When Opposites Collide - Op Shop to Fashion Show

CATWALK: Jamie Himiona models Aroha Tapsell's winning piece, Kalisi.

CATWALK: Jamie Himiona models Aroha Tapsell's winning piece, Kalisi.

ANDREW WARNER

It was a case of it's in the bag for Rotorua's Aroha Tapsell with her winning creation Kalisi - an old flight carry-on bag she transformed into a dress.

The second-year Diploma in Fashion Technology student at Waiariki Institute of Technology won the overall title at When Opposites Collide - the Op Shop to Fashion Show on Friday night.

The Rotorua Community Hospice Trust and Waiariki Institute of Technology established the show in which contestants buy a garment from any Bay of Plenty Hospice shop and alter it into a runway design. Proceeds from ticket sales will be donated to Rotorua Community Hospice.

Miss Tapsell's piece, entitled Kalisi, was made out of a brown vinyl carry-on bag that was made in the 1970s.

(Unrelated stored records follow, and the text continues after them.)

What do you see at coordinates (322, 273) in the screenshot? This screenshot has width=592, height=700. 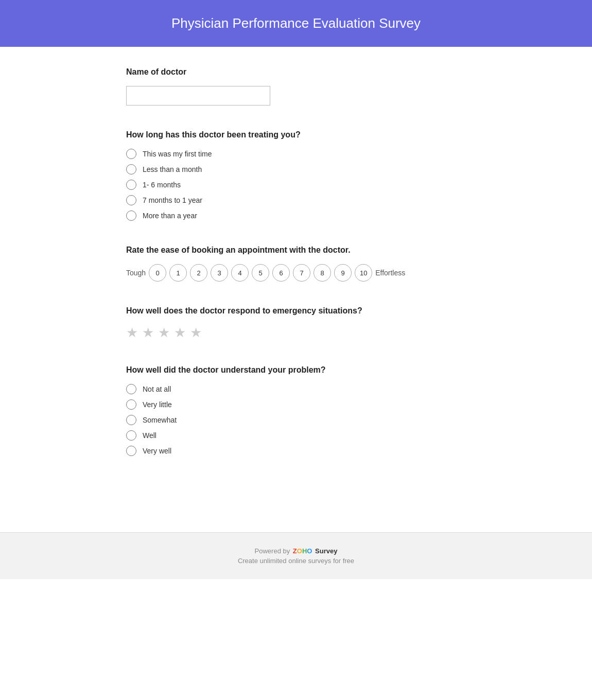 I see `rating-btn-8: 8` at bounding box center [322, 273].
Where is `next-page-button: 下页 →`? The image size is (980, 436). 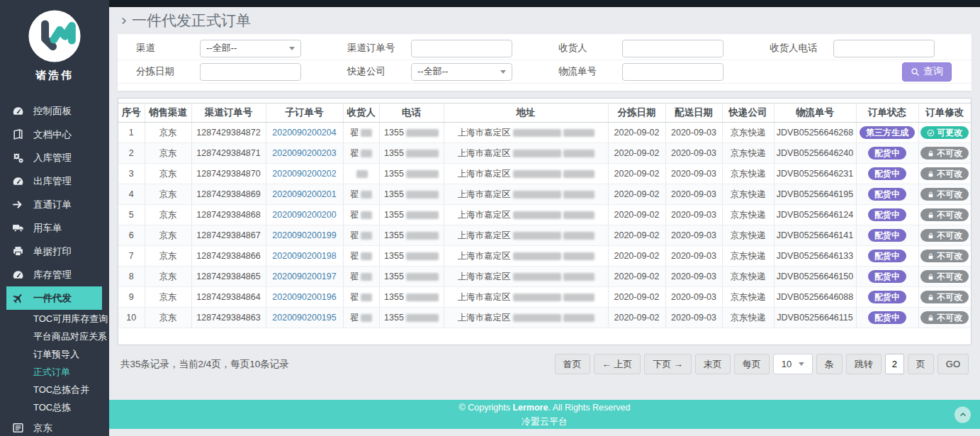
next-page-button: 下页 → is located at coordinates (668, 364).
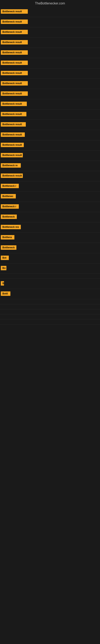  Describe the element at coordinates (50, 258) in the screenshot. I see `list-item: Bot` at that location.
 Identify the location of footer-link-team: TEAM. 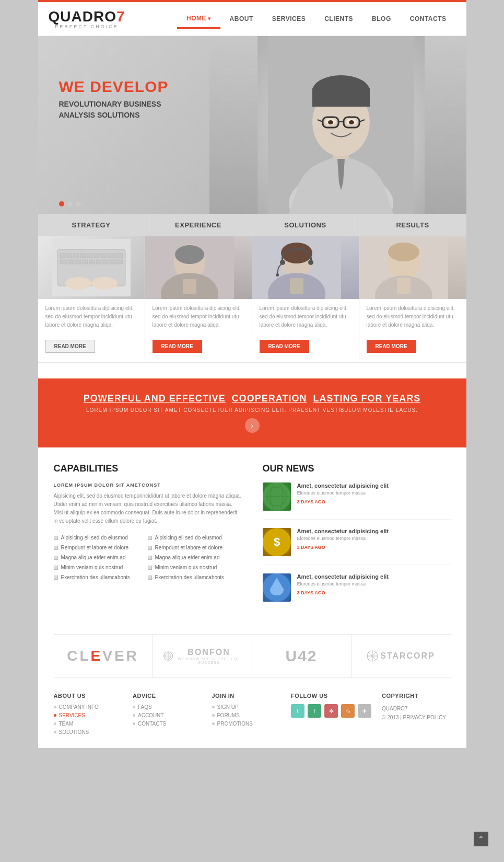
(88, 723).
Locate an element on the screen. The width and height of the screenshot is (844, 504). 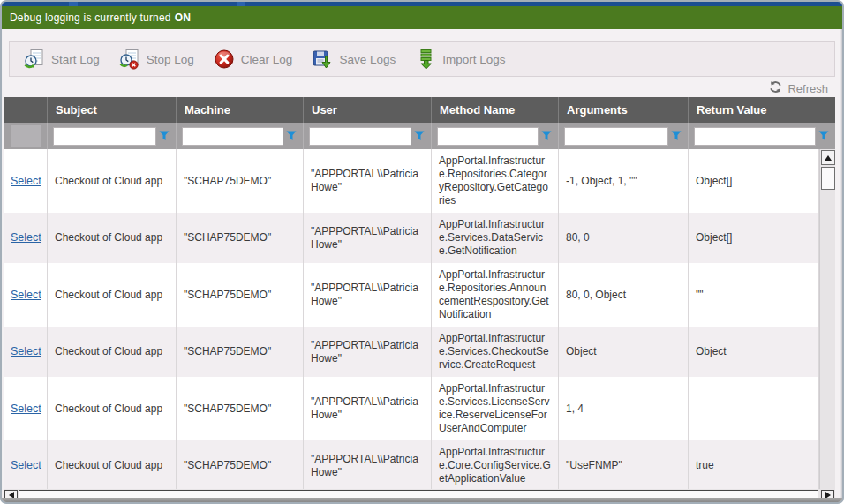
method-name-cell: AppPortal.Infrastructure.Services.DataSe… is located at coordinates (495, 238).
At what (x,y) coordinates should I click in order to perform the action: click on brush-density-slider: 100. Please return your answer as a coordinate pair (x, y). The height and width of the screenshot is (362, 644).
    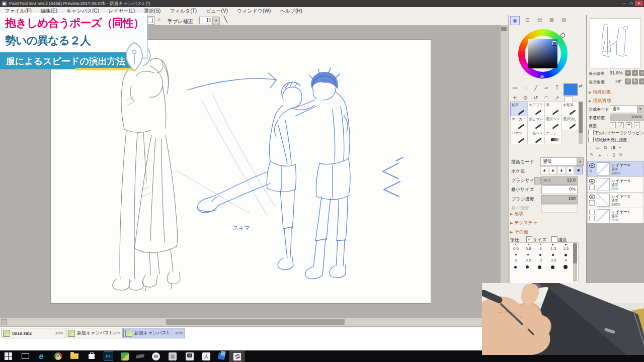
    Looking at the image, I should click on (559, 199).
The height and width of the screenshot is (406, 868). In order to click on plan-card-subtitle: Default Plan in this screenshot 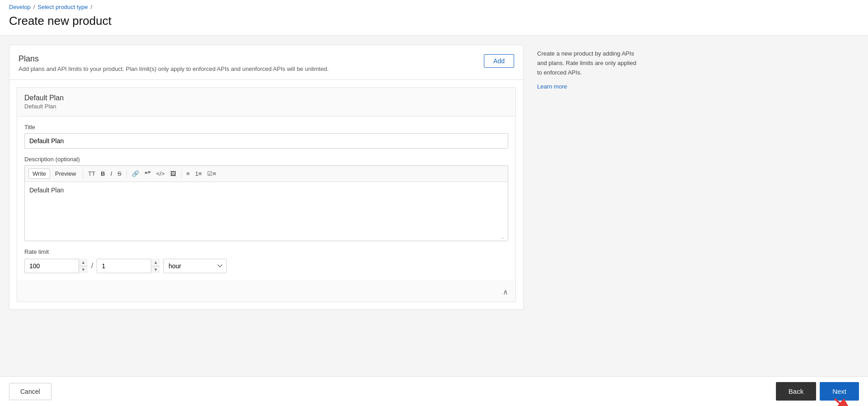, I will do `click(266, 107)`.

She bought the bag, a Qantas label still attached, from the Hospice shop in Rotorua and it took her about 12 hours to turn it into a piece of fashion modelled by a contestant in last year's New Zealand's Next Top Model Jamie Himiona.

Miss Tapsell named her outfit Kalisi after the Queen of the Dragons, a character in a favourite television mini-series Game of Thrones.

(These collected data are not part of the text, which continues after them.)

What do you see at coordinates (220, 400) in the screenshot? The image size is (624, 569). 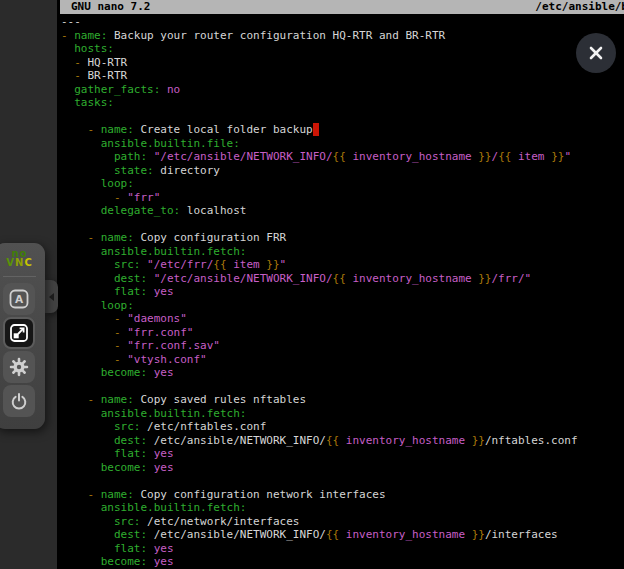 I see `code-segment: Copy saved rules nftables` at bounding box center [220, 400].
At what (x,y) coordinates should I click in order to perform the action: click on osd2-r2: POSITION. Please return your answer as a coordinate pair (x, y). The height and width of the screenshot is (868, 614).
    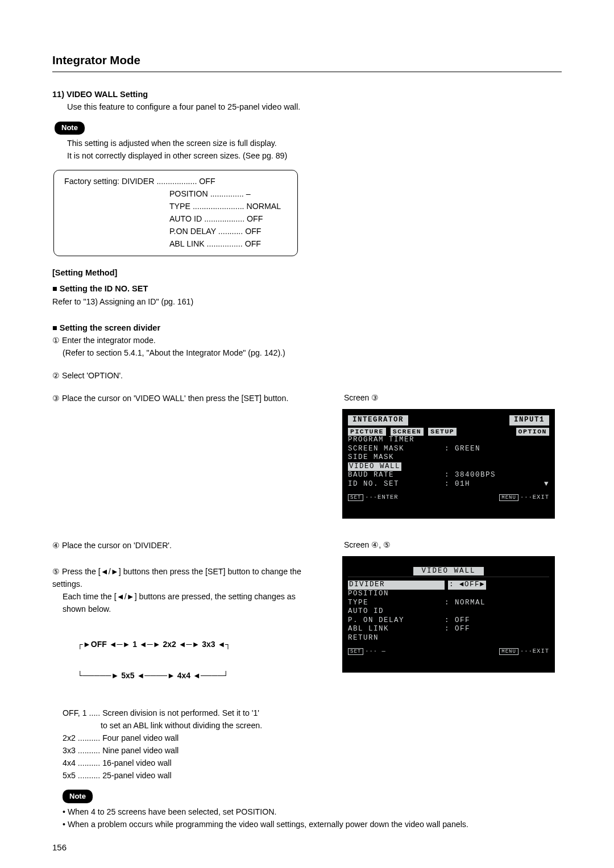
    Looking at the image, I should click on (449, 594).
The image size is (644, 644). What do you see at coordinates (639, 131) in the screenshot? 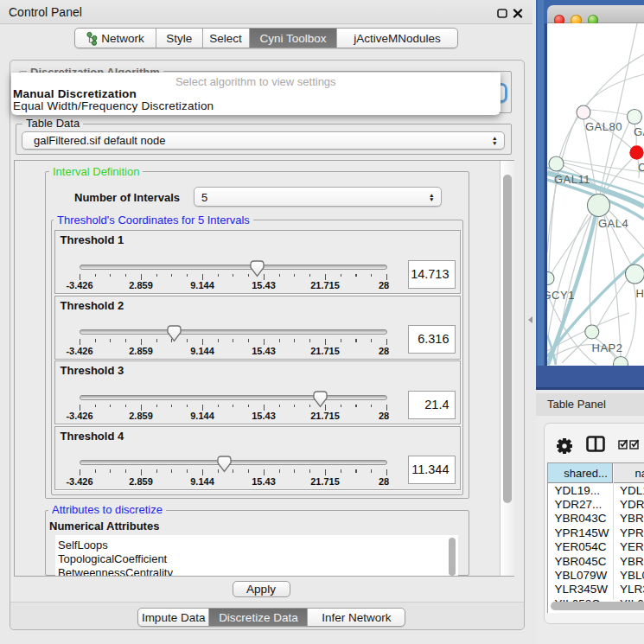
I see `svg-text: GA` at bounding box center [639, 131].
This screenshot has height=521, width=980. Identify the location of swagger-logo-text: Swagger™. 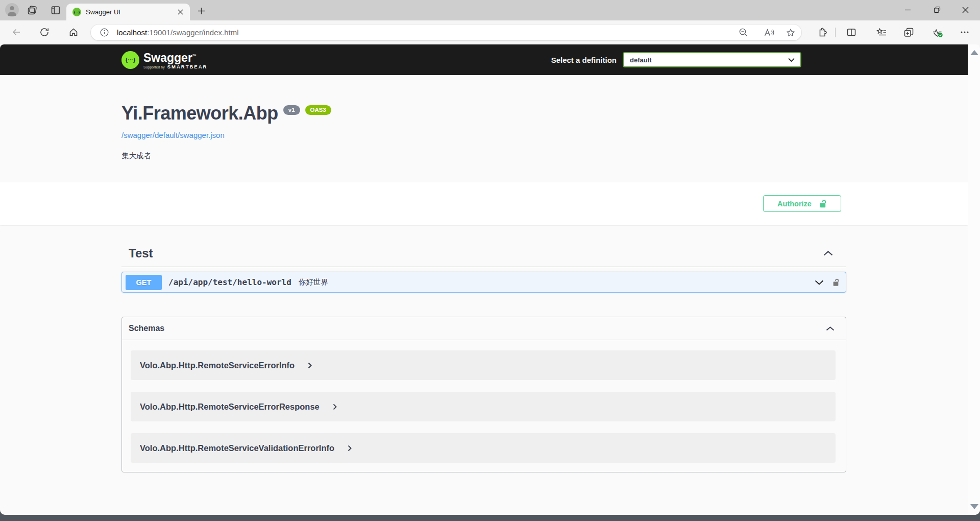
(176, 57).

For her efforts she won a $250 voucher from Bossy B, a $250 voucher from Footloose and a sewing machine from Bernina. She also won $5000 towards a year of study towards the Diploma of Fashion Technology but said she wouldn't be able to use it as she had finished the course. She also won the People's Choice Award - a $100 voucher from Rotorua hair salon High Lights.

It has been a busy year for Miss Tapsell, whose work went on show at New Zealand Fashion Week in Auckland and also as part of the Real New Zealand Festival in Wellington.

As for the fate of Kalisi? It will be put on display in the Rotorua Community Hospice shop.

Meanwhile, the trust's funding and development manager Jan Morgan said the event was likely to become an annual one.

She was not sure how much money was raised as it was still being counted. However, she said Bay of Plenty Hospice relied on fundraising and its hospice shop for funding. It cost $500,000 a year to run the hospice.

Mrs Morgan said businesses donated services to the evening, which was held at the Van Dykes building, 1238 Pukuatua St, and use of the venue was free.

"A lot of generous people donated a lot of stuff to help make as much money as they could for hospice which we appreciate."